Hamilton Herald Masthead

Editorial


Front Page - Friday, February 24, 2017

Critic's Corner Without a disease, there is no cure




In the late 19th and early 20th centuries in Paris, a little theater called Le Théâtre du Grand-Guignol specialized in graphic entertainment.

Grand Guignol plays were little more than an excuse to shock audiences with gory special effects. In one, an insane patient hammered a chisel through his doctor’s skull; in another, two hags from an insane asylum used scissors to blind a pretty, young fellow inmate.

Often, the effects would be so realistic, audience members would faint or vomit during the performances.

“A Cure for Wellness,” a new film directed by Gore Verbinksi (“The Ring,” the first three “Pirates of the Caribbean” movies), is a Grand Guignol production, a movie replete with grotesque imagery designed to make viewers recoil. Like those plays, it also offers little of substance beyond its shock value.

The movie wants to be more. It tries very hard to be more. But in the end, “A Cure for Wellness” is just a very slickly produced freak show.

The film opens with a young man named Morris, played by the talented Dane DeHann, traveling to an idyllic but mysterious wellness center housed in an old castle in the Swiss Alps. The financial services firm for which he works has sent him there to retrieve the company’s CEO, whom they need to sign off on a merger.

Once there, Lockhart begins to suspect that the treatments at the spa are not what they appear to be. However, after convincing the CEO to leave, a car crash forces Lockhart to recover at the spa with a broken leg. During his convalescence, the director of the spa, Dr. Volmer, recommends Lockhart undergo some of the spa’s therapies. These result in nightmarish visions that make Lockhart question his sanity as he tries to solve the mystery of the resort.

Complicating Lockhart’s investigation is an enigmatic young woman named Hannah, who swallows drops of liquid from a cobalt vial hung around her neck. Suffice to say Hannah is not what she appears to be, either, and the fluid she’s consuming is anything but a vitamin concoction, as Dr. Vogel initially claims.

If “A Cure for Wellness” sounds like harmless fun, it sometimes is. Although I quickly surmised what was going on (a story about events that took place at the castle 200 years ago make it disappointingly obvious), the movie’s tilted perspective, bizarre characters and weird insane asylum aesthetic generally held my interest.

So did the visuals. “A Cure for Wellness” might be B-movie fodder, but Verbinski saturated it with wildly imaginative imagery.

He sets the stage beautifully with a shot of a train appearing to split as it enters a mountain tunnel (He captured this footage by filming the reflection of the train in its exterior windows.) From there, Verbinski serves up a naked woman in a bathtub filled with squirming eels, bodies floating eerily in isolation tanks and a candlelit wedding ceremony with guests lined up along the stone curves of the castle.

If you told me you enjoyed “A Cure for Wellness” for its visuals, I would nod in understanding.

But then I would ask you what you thought about the story, which has pacing issues, is often confusing and at two-and-a-half hours goes on for too long.

“A Cure for Wellness” puts on airs about exploring the sickness of blind material ambition, and the film is laden with visual metaphors that suggest deeper levels of meaning (water is everywhere and images of penetration recur throughout the movie), but once Verbinski drops these pretenses, “A Cure for Wellness” becomes simply the story of a mad scientist and the horrors he concocts.

There’s value in the kind of cinematic pulp “A Cure for Wellness” offers. But unlike the Grand Guignol productions of old, Verbinski seems reluctant to embrace the heart of the genre, or at least wants to dress it up until it’s nearly unrecognizable.

However, like the pulpy mess behind a pretty face that gets peeled off in a climactic scene, there’s no mistaking what lies beneath the surface of “A Cure for Wellness.”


* YOUR INSTRUCTIONS *
Find every line in the data that contains the word "secrete". Return each of those lines.

[Source records]
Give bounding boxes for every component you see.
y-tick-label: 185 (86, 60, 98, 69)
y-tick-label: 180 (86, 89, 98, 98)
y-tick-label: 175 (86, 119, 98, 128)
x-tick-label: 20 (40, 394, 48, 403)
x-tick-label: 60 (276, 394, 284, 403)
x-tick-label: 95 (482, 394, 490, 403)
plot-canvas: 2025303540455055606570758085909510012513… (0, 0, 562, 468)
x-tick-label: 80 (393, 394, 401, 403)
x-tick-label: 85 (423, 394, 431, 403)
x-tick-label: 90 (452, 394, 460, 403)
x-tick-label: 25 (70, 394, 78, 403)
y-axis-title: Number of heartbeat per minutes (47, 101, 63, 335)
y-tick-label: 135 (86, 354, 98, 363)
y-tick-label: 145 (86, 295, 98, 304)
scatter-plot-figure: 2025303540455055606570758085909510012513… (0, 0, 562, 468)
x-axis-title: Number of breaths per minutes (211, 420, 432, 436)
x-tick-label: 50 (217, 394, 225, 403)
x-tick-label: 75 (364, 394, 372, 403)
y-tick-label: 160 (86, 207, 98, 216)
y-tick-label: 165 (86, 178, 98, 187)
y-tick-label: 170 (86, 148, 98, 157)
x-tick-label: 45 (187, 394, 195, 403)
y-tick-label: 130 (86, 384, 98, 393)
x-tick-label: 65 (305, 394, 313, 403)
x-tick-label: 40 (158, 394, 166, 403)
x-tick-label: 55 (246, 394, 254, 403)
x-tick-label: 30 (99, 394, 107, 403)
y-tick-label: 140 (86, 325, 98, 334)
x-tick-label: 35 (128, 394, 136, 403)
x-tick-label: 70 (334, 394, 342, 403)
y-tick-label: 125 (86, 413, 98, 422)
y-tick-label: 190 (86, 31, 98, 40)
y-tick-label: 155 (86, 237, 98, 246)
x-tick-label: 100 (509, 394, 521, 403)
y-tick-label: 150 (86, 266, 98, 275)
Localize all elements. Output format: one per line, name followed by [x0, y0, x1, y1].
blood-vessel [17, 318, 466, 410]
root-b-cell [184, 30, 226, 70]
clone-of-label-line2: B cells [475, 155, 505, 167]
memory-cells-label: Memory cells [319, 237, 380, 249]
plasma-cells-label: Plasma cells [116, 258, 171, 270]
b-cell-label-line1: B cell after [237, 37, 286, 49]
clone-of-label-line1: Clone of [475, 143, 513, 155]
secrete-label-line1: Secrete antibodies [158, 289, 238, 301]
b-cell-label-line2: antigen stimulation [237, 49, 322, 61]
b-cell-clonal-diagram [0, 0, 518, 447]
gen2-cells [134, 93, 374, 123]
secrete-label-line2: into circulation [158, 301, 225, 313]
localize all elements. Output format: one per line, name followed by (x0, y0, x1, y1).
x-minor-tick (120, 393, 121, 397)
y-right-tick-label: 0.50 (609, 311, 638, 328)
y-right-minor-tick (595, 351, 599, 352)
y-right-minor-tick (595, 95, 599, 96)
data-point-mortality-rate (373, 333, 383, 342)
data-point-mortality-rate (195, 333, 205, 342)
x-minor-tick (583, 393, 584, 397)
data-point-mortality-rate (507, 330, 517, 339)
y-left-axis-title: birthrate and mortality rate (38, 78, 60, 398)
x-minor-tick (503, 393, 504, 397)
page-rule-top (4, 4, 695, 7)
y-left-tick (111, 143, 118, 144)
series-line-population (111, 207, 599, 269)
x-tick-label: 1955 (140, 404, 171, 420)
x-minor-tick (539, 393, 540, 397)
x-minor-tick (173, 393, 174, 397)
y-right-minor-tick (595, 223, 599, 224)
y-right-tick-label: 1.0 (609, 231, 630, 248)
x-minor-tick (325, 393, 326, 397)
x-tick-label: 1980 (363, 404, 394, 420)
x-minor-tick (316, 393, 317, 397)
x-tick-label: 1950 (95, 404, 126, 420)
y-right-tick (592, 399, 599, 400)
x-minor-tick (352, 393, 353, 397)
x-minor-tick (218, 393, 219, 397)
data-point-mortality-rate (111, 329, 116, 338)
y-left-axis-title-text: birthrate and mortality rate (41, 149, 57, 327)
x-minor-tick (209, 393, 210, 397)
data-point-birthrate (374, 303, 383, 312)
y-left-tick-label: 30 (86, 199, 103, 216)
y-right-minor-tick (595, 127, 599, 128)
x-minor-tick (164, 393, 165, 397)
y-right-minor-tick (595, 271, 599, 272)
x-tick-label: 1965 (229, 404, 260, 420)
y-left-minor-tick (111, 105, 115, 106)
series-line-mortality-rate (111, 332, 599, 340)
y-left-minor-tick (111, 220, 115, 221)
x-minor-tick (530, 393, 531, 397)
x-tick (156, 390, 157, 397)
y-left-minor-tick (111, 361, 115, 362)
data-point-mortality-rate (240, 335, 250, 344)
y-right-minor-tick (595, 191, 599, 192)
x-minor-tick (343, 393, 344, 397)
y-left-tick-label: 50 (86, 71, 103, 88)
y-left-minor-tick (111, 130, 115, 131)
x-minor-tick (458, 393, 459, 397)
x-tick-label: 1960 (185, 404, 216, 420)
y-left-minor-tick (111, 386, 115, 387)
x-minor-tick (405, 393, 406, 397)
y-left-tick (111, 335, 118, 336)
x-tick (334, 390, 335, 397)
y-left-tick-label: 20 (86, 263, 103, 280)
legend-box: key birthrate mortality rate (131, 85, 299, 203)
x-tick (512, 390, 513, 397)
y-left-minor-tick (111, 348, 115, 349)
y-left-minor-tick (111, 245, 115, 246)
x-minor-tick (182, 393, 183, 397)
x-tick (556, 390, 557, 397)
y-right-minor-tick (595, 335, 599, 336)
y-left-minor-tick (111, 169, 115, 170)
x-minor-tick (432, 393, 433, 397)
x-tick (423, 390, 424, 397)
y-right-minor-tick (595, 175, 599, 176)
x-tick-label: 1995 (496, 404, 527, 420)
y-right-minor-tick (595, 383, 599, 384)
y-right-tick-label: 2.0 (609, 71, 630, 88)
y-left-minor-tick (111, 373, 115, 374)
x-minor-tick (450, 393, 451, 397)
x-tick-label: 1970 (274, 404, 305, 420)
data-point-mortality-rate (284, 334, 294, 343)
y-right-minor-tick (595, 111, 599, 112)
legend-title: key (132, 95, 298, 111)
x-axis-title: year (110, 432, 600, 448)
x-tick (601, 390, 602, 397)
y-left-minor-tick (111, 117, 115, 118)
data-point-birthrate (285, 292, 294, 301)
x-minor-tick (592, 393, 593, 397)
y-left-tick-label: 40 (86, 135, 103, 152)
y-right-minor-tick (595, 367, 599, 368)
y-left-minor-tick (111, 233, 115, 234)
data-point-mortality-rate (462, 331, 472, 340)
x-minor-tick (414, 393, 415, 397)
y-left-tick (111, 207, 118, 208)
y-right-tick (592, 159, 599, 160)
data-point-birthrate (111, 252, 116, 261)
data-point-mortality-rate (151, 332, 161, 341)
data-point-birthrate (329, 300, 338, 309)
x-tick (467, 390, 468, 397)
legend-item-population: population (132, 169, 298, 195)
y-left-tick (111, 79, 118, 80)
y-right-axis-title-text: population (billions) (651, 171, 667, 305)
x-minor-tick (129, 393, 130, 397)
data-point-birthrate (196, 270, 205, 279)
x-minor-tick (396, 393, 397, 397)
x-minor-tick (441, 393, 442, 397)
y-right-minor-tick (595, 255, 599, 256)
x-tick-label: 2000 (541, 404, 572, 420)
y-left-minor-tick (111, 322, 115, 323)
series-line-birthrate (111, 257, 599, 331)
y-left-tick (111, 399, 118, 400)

* EXERCISE RESPONSE *
secrete-label-line1: Secrete antibodies [158, 289, 238, 301]
secrete-label-line2: into circulation [158, 301, 225, 313]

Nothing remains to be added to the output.